TRANSFORMATOR
Tulla Elieson, Martin Woll Godal & Jørgen Frederik S. Haarstad
6.mars - 29.mars 2015
About the artists;
Tulla Elieson
Tulla Elieson has a BA from Bath Academy of Art, England (1970-1974). She has held solo exhibitions and participated in group exhibitions, biennials and ceramic fairs both at home and abroad. Her works can be found in the collections of (among others) the National Museum for Art, Architecture and Design in Oslo / Museum of Decorative Arts; KODE – Art Museums of Bergen / West Norway Museum of Decorative Art; Nordenfjeldske Museum of Decorative Arts and Design in Trondheim; SKMU Sørlandets Art Museum in Kristiansand; and Northern Norway Art Museum in Tromsø. Elieson’s works have also been purchased by Arts Council Norway and the Norwegian Ministry of Foreign Affairs.
While being the initiator and coordinator of the project Transformator, Elieson also participates as an exhibitor. At RAM Galleri she presents the installation Høyspent (High Voltage), which is inspired by the industrial products made at Norsk Teknisk Porselensfabrikk (NTP, Norwegian Technical Porcelain Factory). We see a ‘forest’ of vertical forms, the expression of which lies somewhere between sculpture, tubes and electrical insulators. The disks on the floor are meant as ‘platforms’ for reflection and discussion with colleagues participating in the project.
Martin Woll Godal
Martin Woll Godal studied at Bergen Academy of Art and Design, completing an MA in 2007. He explores aesthetic and conceptual expressions that share affinities with architecture and sculpture. The interesting spatial qualities of his artworks become increasingly clear as we move around them. He works additively with construction materials, exploiting the potential of repeated elements to establish rhythmic progression.
During the project period at NTP, Woll Godal took recourse in a construction usually associate with forest management and logging. The principle behind making of wood stacks – also called woodricks – is simple and often used for stacking timber. Using the technique, one can clear a forest floor and gather logs and branches that will not be processed in a mill or used for firewood. Traditional wood stacks in forests can be seen as collections of objects with different lengths, shapes, sizes and amounts – ‘leftovers’, one could say. At NTP, Woll Godal used a technique called extruding. The factory has several old extruder machines that create various profiles. Some of these machines are no longer used due to ware and tare, but also on account of the obsolescence of the products they were used to make. Woll Godal has used these machines to create Reis. The work can thus be seen as a collection of forms with an expression that is laid aside, rendered obsolete.

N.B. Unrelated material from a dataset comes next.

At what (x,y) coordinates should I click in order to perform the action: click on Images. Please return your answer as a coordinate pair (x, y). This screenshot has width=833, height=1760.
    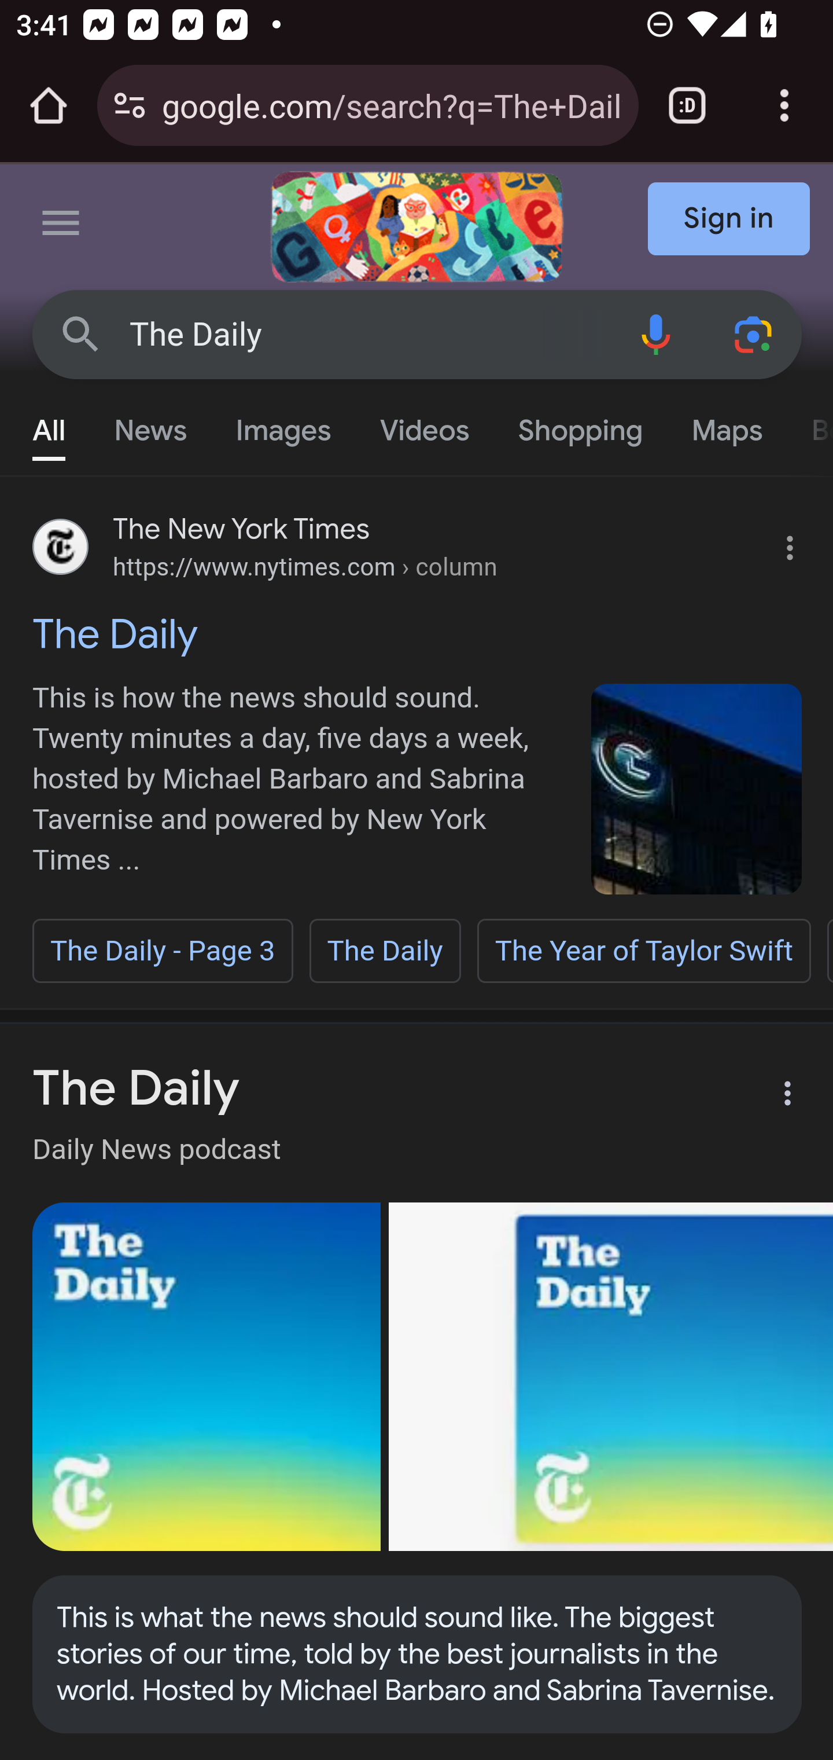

Jørgen Frederik Scheel Haarstad
Artist statement;
I am a musician and an artist. My creative outputs are intermingled and inseparable, so it makes little sense to perceive them as isolated. Music, in its essence, is ephemeral, immediate and complex. The same thing might be said about my visual works. Through a lyrical engagement with materials, composing through rhythm, repetition and pauses, I hope to transform music into physical manifestations.
Rock music is vulgar romanticism, according to Robert Pattison, and while my artistic method shares the spontaneity and excess of rock n’ roll, it necessarily needs to take into account the fragility of ceramics, and it is this somewhat improvised dialog that my works materialize. Through experimenting with the ceramic object, I seek to reach an abstraction that transcends a set meaning and instead enables a more immediate and physical interpretation.
Lethal Assumption can be perceived as a work that appeals to the senses, yet despite its subtle aesthetic expression, it looks menacing. It does not evoke the traditional connotations of porcelain as a precious and pleasing material. Pointed shards of leftover parts from industrial production are installed in panels and displayed on the floor. The work has an ominous presence, like the hostile surface of a planet of ice in a science-fiction story. The visual experience is intensified by the sound work, which was made through manipulating the same porcelain material. The composite result is a sublime installation that is meant to be felt.